Here's the story:
- Analysis: Let the Political Games (Officially) Begin.
For Republican presidential candidates, Texas is the center of the universe — the biggest of the reliable red states and the source of the most electoral votes. It is to the Republicans what California is to the Democrats: the foundation of victory in national elections. Which is why Monday marks the end of one of Donald Trump’s biggest implied political threats. You know the one, the idea that if he doesn’t do well in the primaries that he might turn around and launch an independent candidacy?
Not in Texas.
Today is the deadline for candidates to file for the 2016 elections — as Democrats, Republicans or independents. Trump already filed as a Republican, barring him from running a Texas race as an independent unless he changes that filing by the close of business today. And candidates who run in the party primaries are barred from becoming official write-in candidates (or at least the registered write-in candidates whose votes the state will count). It’s a win-or-go-home state, politically. Trump and all the others will have to get by with just one bite at this apple.
The Texas Secretary of States' page on independent candidates confirms this.
- Click here for it.
You may have your name placed on the general election ballot as an independent candidate if you are not affiliated with a political party. Tex. Elec. Code Ann. § 1.005(9). If you vote in a party’s primary elections or participate in a party’s conventions, you thereby affiliate with the party. Tex. Elec. Code Ann. §§ 142.008, 162.003, 162.007.
So now you can impress your family members over the holidays if they want to talk about Trump and what he might do. Since he has affiliated himself with the Republican Party by filing as a candidate in the party;s primary, he cannot run as an independent in Texas. If he can't do that, there may be little point in running elsewhere. Unless he thinks he can win as an independent without winning Texas.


### Work instruction
What lines of the data below hold the string "node"? Copy each one out.

### Information given
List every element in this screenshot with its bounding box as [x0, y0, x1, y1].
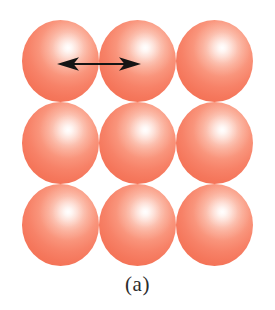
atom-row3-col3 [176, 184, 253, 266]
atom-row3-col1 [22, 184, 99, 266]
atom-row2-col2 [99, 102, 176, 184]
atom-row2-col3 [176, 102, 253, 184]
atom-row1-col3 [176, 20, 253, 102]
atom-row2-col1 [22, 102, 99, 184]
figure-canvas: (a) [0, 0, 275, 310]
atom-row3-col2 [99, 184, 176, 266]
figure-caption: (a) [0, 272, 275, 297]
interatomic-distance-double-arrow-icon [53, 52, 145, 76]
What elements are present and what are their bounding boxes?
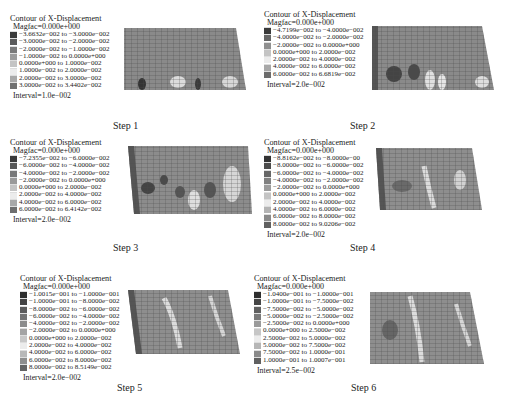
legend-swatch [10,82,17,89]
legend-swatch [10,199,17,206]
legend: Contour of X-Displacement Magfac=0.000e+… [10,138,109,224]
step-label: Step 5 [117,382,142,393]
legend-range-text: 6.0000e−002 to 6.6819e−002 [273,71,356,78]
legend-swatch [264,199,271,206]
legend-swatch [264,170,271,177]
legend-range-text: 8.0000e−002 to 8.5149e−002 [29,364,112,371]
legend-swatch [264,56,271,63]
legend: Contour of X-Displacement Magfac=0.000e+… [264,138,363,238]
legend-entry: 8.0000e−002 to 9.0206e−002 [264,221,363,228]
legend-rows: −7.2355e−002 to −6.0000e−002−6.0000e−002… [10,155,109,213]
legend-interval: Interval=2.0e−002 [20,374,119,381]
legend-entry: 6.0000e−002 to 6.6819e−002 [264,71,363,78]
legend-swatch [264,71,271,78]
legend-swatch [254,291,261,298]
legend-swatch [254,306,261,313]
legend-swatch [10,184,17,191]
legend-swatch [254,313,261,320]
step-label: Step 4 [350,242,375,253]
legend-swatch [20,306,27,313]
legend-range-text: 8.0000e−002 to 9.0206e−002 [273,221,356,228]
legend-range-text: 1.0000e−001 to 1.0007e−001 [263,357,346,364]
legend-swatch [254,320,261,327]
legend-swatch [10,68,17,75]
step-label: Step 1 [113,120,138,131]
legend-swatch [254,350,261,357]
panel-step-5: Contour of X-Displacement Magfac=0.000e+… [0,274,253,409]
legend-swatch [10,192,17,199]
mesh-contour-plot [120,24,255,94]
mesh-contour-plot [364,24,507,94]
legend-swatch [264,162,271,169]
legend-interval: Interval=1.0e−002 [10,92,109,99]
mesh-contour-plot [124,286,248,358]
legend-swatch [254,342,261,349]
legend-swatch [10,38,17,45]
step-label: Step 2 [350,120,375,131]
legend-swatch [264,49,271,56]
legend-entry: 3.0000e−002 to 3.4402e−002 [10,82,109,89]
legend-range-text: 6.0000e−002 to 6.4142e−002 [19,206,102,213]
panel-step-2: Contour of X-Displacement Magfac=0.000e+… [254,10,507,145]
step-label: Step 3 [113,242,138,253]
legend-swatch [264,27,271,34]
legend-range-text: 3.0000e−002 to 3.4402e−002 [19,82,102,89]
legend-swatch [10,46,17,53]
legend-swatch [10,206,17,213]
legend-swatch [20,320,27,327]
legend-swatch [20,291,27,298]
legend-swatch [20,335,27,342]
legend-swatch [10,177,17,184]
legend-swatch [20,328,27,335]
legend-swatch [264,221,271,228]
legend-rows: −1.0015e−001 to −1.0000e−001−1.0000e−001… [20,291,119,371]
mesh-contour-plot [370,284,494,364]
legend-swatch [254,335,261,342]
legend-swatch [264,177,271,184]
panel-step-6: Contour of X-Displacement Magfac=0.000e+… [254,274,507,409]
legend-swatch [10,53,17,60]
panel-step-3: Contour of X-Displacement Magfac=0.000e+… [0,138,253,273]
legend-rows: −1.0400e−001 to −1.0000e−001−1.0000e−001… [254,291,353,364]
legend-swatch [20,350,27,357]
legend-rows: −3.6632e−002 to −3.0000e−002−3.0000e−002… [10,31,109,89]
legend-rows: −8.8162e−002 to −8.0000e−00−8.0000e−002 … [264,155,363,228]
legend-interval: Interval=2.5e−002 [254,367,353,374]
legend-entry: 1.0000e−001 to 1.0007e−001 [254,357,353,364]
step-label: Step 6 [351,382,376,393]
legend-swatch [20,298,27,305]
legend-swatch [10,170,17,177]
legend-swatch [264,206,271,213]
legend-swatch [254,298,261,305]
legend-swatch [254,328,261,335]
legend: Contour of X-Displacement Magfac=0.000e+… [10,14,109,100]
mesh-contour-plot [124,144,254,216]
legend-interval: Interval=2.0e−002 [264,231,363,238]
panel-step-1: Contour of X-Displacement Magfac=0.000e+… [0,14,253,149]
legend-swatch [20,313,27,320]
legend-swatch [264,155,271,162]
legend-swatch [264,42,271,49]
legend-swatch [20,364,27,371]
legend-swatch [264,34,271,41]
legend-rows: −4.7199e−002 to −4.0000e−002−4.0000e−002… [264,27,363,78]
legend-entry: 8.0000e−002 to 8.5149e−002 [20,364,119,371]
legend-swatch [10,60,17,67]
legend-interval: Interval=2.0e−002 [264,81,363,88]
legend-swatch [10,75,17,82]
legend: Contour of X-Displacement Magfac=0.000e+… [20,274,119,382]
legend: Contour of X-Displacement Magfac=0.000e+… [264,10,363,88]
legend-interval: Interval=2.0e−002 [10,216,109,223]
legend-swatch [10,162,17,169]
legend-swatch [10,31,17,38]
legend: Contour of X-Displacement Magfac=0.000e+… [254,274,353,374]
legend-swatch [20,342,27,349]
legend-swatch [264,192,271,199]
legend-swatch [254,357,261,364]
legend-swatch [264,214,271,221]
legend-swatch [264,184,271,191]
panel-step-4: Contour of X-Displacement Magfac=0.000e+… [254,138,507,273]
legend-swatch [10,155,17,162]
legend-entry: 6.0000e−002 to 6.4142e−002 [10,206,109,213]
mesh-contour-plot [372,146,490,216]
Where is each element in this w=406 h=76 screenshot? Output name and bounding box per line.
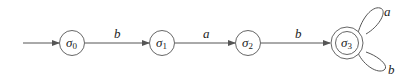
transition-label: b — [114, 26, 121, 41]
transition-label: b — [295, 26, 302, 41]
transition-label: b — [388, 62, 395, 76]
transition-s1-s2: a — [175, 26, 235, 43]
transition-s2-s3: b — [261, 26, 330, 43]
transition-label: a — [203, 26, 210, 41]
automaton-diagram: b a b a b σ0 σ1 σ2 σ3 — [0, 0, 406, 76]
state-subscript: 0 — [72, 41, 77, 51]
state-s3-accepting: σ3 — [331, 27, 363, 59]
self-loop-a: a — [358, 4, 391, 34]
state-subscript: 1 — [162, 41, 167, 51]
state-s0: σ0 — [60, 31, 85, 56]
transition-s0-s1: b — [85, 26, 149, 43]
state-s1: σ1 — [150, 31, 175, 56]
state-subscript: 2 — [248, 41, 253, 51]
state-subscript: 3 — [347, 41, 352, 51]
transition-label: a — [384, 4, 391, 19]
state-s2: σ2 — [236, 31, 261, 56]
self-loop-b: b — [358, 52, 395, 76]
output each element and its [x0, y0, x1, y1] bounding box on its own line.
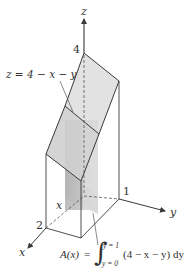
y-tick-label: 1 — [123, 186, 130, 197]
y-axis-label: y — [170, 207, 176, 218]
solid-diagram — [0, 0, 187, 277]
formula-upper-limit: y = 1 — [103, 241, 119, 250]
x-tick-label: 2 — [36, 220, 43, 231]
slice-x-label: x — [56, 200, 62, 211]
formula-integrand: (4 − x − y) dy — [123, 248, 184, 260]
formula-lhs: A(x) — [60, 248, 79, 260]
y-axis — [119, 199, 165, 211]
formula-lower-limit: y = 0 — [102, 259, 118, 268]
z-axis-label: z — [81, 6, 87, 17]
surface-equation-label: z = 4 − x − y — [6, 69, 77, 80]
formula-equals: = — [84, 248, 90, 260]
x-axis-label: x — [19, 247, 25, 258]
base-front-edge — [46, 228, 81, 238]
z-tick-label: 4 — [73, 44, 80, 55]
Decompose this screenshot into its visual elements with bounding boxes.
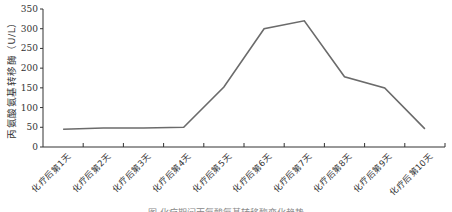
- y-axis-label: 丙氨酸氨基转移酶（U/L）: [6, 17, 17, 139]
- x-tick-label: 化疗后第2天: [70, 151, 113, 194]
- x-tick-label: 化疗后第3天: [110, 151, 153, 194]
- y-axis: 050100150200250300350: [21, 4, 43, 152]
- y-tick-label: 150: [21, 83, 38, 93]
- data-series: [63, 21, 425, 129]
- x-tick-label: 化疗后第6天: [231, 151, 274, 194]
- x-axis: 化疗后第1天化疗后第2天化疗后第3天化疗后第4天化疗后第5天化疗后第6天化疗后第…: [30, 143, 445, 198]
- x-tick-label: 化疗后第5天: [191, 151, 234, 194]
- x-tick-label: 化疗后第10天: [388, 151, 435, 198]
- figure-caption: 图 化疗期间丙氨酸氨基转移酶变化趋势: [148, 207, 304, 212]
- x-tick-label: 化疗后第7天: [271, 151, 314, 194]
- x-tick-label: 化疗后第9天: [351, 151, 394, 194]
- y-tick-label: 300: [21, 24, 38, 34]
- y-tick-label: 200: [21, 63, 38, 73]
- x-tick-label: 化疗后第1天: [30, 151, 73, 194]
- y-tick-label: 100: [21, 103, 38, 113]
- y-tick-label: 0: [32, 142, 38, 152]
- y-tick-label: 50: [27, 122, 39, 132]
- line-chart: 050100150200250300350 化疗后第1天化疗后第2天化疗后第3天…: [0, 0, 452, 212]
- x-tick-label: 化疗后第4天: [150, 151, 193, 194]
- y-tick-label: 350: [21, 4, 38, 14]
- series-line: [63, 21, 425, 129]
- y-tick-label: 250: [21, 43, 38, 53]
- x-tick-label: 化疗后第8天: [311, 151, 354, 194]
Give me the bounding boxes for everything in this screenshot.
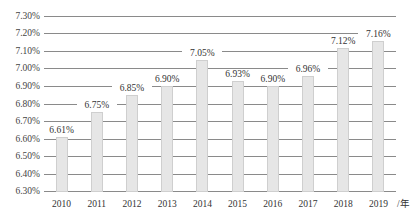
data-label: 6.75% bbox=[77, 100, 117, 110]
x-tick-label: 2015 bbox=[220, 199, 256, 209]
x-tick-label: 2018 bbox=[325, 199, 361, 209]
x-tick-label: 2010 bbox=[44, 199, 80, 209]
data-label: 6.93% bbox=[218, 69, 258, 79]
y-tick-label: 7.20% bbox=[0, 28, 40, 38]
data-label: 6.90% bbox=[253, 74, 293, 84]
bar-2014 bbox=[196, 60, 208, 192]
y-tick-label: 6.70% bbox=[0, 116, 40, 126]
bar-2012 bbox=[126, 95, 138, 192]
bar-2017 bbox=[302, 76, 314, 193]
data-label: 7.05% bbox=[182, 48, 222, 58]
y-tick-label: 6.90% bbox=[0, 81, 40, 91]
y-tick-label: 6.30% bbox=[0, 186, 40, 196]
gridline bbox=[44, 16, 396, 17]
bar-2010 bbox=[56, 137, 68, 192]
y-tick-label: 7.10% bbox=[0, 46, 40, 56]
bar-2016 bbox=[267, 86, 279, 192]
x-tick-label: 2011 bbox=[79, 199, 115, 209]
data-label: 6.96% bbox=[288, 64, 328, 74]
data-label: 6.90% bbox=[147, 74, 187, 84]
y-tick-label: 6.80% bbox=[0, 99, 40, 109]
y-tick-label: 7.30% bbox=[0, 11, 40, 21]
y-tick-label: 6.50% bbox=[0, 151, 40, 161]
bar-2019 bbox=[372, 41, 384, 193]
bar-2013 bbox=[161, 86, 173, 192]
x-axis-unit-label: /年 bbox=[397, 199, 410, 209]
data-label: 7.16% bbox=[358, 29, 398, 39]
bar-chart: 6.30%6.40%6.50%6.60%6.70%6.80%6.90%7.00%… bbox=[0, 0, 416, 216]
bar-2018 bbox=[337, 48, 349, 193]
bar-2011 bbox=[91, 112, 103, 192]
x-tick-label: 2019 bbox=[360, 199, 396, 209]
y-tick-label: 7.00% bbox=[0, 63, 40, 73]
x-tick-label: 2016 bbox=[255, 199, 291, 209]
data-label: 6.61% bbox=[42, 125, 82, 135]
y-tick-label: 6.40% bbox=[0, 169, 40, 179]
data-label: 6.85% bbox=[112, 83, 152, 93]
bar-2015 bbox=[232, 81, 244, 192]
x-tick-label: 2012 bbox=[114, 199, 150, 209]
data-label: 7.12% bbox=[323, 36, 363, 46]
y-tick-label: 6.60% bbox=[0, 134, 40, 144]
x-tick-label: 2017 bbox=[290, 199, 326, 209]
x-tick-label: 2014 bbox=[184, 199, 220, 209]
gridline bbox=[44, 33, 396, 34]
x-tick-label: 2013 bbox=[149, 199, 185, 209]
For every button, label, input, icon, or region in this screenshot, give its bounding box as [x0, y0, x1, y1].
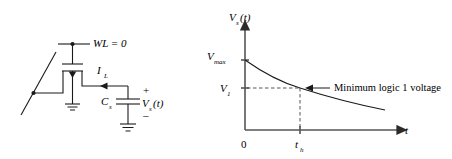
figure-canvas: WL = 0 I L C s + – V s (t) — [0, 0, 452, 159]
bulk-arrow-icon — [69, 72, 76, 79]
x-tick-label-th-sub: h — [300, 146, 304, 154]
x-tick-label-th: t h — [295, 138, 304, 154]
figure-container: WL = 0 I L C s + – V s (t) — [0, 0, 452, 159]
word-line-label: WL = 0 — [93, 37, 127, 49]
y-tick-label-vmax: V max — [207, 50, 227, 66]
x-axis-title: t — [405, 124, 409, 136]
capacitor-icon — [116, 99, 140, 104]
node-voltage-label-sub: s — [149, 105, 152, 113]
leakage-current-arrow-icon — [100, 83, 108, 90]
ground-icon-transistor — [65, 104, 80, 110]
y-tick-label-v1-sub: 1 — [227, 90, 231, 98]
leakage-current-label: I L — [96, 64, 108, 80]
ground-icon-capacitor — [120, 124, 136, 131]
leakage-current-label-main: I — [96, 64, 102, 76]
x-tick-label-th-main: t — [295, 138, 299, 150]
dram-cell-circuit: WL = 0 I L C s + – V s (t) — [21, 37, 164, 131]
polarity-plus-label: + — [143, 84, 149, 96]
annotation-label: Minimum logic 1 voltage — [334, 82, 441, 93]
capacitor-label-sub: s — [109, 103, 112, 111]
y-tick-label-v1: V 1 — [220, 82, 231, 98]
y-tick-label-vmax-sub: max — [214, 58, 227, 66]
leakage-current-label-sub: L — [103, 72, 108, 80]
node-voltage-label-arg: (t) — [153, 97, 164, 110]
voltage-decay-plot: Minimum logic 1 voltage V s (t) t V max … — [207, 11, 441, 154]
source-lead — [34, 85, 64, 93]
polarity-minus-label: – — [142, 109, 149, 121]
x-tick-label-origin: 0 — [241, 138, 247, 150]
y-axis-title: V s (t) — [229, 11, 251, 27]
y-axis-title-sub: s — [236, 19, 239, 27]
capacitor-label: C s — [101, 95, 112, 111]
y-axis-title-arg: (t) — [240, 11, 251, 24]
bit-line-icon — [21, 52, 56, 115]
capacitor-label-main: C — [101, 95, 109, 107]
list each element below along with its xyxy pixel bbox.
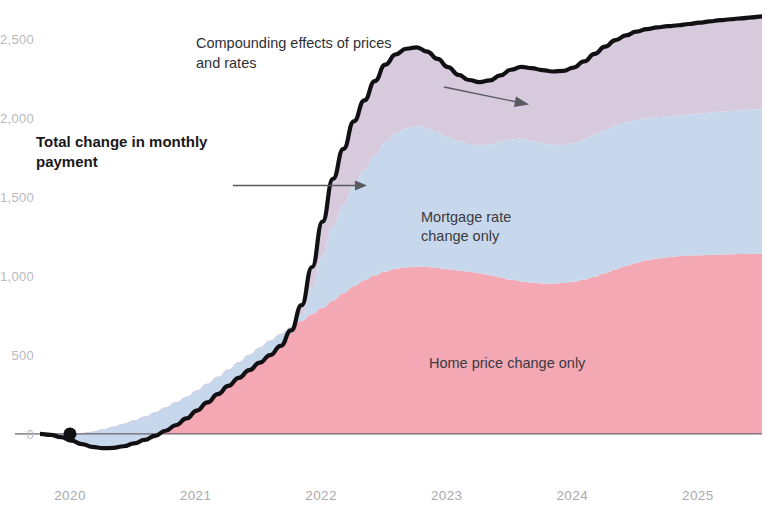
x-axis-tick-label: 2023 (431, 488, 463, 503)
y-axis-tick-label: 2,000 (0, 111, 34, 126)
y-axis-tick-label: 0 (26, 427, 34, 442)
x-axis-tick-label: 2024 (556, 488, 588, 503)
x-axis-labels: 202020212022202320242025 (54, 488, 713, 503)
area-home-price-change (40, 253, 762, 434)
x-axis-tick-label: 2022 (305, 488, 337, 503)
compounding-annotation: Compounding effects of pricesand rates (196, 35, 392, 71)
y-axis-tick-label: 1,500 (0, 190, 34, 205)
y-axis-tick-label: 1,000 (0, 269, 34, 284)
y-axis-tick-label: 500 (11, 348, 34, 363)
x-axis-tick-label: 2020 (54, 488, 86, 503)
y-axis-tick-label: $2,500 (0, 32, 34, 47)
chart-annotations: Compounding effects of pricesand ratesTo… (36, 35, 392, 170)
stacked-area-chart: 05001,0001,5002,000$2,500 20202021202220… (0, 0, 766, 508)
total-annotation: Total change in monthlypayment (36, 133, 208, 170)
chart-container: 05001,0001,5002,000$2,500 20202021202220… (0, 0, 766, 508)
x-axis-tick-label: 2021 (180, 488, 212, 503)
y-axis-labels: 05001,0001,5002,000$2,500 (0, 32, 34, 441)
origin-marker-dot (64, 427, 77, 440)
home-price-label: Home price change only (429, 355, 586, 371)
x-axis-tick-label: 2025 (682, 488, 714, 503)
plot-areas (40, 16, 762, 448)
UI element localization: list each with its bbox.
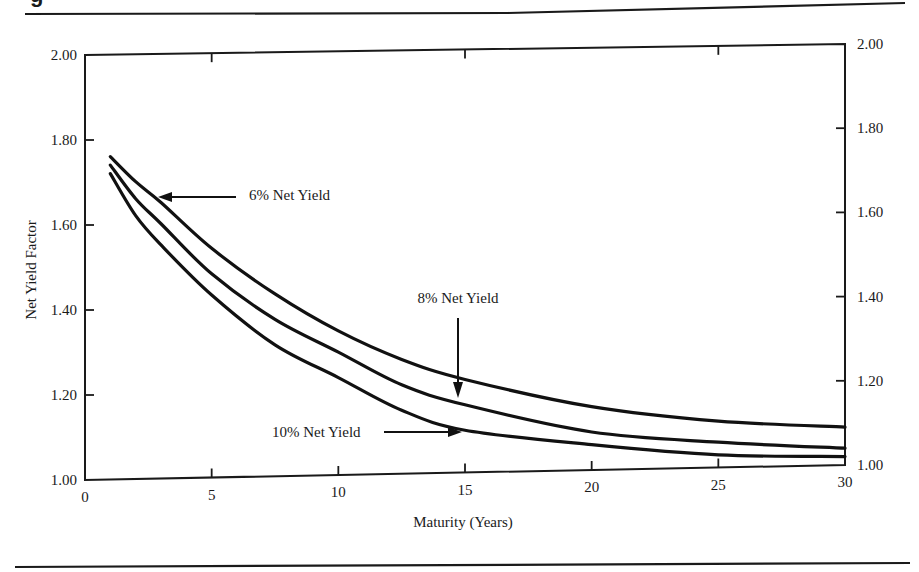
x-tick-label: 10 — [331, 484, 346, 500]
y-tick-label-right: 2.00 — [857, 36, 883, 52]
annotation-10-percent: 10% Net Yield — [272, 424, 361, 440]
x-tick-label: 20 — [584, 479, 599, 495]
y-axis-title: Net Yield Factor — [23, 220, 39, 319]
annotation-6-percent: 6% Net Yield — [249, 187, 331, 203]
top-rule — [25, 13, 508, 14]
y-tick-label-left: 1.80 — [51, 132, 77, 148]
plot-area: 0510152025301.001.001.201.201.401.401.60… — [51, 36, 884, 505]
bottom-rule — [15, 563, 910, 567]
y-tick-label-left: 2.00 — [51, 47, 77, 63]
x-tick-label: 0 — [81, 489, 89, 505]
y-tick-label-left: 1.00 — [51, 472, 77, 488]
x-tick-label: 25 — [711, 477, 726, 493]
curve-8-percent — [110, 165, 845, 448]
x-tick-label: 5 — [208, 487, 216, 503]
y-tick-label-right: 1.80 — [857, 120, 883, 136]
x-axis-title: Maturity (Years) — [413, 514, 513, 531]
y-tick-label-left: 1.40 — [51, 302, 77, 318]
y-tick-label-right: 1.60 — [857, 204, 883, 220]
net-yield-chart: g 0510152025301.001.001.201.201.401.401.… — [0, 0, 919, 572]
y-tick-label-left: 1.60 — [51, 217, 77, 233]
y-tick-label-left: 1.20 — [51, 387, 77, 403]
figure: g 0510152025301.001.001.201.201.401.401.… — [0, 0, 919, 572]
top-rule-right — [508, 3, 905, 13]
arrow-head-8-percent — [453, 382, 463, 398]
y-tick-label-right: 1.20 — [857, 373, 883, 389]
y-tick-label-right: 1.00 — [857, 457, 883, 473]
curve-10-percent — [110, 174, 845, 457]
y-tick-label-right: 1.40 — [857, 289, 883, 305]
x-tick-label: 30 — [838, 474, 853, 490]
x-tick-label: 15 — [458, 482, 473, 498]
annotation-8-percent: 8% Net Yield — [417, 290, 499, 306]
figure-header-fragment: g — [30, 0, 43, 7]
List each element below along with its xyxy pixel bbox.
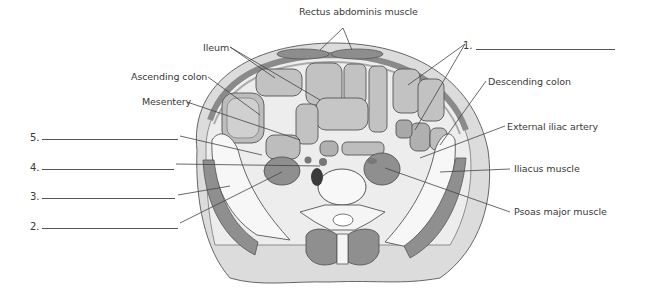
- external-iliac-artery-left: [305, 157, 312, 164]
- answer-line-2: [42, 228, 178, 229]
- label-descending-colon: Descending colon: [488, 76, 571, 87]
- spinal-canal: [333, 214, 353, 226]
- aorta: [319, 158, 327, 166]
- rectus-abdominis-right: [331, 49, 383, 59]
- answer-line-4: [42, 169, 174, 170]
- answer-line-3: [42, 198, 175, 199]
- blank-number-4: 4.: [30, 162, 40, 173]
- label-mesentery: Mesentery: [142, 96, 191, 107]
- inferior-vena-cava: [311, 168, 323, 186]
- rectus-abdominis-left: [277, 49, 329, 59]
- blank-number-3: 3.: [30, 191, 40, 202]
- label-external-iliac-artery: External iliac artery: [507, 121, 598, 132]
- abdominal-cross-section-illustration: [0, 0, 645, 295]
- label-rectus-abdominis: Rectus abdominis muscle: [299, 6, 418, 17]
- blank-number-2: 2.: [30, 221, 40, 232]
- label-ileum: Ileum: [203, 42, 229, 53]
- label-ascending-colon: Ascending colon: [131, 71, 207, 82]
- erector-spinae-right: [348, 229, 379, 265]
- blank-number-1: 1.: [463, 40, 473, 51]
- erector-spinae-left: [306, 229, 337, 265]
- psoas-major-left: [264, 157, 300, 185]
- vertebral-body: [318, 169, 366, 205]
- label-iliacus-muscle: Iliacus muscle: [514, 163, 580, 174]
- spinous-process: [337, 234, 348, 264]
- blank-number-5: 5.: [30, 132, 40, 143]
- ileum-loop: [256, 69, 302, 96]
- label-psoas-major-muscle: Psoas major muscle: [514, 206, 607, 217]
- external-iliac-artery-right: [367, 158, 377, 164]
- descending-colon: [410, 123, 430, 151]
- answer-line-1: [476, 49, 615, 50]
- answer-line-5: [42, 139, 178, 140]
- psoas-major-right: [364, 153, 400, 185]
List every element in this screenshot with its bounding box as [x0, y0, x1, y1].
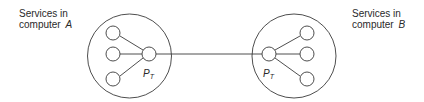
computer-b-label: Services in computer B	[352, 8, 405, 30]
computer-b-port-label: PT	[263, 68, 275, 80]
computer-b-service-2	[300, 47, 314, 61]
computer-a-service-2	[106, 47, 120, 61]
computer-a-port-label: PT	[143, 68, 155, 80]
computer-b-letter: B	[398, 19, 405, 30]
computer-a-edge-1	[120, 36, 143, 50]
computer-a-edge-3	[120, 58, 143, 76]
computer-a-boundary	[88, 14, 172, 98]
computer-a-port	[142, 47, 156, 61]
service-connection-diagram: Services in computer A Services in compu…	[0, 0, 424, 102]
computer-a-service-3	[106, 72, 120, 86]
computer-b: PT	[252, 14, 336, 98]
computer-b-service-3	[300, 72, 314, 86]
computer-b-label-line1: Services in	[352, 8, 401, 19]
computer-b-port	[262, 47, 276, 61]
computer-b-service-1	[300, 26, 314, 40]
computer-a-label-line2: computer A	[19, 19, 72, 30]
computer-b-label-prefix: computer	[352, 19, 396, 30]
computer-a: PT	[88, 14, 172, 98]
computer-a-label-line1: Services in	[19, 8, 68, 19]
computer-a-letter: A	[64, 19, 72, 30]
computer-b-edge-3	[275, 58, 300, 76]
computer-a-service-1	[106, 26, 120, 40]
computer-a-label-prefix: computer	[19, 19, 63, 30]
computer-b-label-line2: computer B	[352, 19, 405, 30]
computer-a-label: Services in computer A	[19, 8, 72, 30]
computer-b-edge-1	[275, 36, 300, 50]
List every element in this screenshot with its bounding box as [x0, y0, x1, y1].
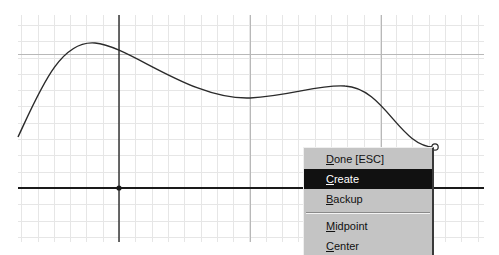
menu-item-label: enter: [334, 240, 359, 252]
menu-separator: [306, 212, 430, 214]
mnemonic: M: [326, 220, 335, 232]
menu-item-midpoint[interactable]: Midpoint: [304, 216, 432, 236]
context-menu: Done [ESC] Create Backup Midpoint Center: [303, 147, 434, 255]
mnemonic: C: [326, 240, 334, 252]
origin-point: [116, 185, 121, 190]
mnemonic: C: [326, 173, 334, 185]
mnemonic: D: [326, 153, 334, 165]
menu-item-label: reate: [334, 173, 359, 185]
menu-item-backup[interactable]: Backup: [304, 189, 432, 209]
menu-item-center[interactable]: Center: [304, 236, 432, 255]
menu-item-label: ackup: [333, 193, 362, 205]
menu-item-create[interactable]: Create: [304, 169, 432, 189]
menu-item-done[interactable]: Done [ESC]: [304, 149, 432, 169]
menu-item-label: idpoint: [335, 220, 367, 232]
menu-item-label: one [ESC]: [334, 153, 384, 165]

### Answer space
node-voltage-label-sub: s — [149, 105, 152, 113]
node-voltage-label-arg: (t) — [153, 97, 164, 110]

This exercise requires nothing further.